How to Find the Right Bike Saddle: Sit Bone Width and Pressure Mapping

Your Stock Saddle Probably Doesn’t Fit

Most bikes come with a generic saddle that suits almost nobody perfectly. Saddle discomfort is the second most common reason cyclists seek a bike fit — and it’s often the easiest to fix once you understand one key measurement: your sit bone width.

What Are Sit Bones?

Your sit bones (ischial tuberosities) are the bony points at the bottom of your pelvis. They’re designed to bear your weight when sitting. On a bike, your sit bones should rest on the widest part of the saddle.

The problem: sit bone width varies enormously between individuals — typically 90mm to 150mm. A saddle designed for 130mm sit bones will cause pain for a rider with 110mm sit bones, and vice versa.

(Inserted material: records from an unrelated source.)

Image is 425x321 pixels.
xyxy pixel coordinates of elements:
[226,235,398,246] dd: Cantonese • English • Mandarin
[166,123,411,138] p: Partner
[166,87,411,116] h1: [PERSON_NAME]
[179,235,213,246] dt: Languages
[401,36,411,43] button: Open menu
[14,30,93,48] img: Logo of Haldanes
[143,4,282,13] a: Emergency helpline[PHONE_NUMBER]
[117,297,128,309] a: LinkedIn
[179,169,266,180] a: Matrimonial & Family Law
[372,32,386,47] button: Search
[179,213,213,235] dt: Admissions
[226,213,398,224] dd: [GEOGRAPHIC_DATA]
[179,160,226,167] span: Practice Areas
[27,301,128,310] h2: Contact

How Sit Bone Width Is Measured

Professional bike fitters use several methods:

  • Gel pad impression — you sit on a memory foam pad, and the indentations reveal your sit bone spacing
  • Digital pressure tools — devices like the SmartCube Pro use pressure-sensing technology to measure width precisely
  • RETUL DSD — Retul’s Digital Saddle Device uses 768 pressure sensors to measure sit bone width with sub-millimeter precision

Once measured, the fitter recommends a saddle width that supports your sit bones without being so wide that it causes chafing.

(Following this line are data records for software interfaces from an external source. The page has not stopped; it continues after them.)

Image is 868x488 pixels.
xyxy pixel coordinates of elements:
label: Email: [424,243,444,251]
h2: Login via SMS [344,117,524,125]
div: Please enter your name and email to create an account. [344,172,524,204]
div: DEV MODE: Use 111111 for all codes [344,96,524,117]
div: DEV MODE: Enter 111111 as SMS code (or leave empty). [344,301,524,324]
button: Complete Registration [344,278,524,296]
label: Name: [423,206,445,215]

Beyond Width: Pressure Mapping

Sit bone measurement is the starting point, but dynamic pressure mapping takes it further. Systems like gebioMized use a thin flexible film with 64 sensors placed on the saddle while you pedal. This reveals:

  • Where pressure concentrates during actual riding (not just sitting still)
  • Left/right balance — whether you’re loading one side more than the other
  • Soft tissue pressure — whether the saddle nose is causing numbness
  • Position changes — how pressure shifts when you move to the drops or hoods

Common Saddle Mistakes

  • Too narrow — sit bones hang off the edges, pressure on soft tissue
  • Too wide — inner thighs rub on saddle edges during pedaling
  • Wrong shape — flat vs curved, cutout vs solid depends on your pelvic tilt and flexibility
  • Wrong tilt — even 2-3 degrees of nose-up tilt can cause significant discomfort

The Bottom Line

Don’t suffer through saddle pain hoping it’ll go away. A sit bone measurement takes 5 minutes and costs nothing at most bike shops. If you’re still in pain, a professional fit with pressure mapping (RM400–RM800) will pinpoint the exact issue.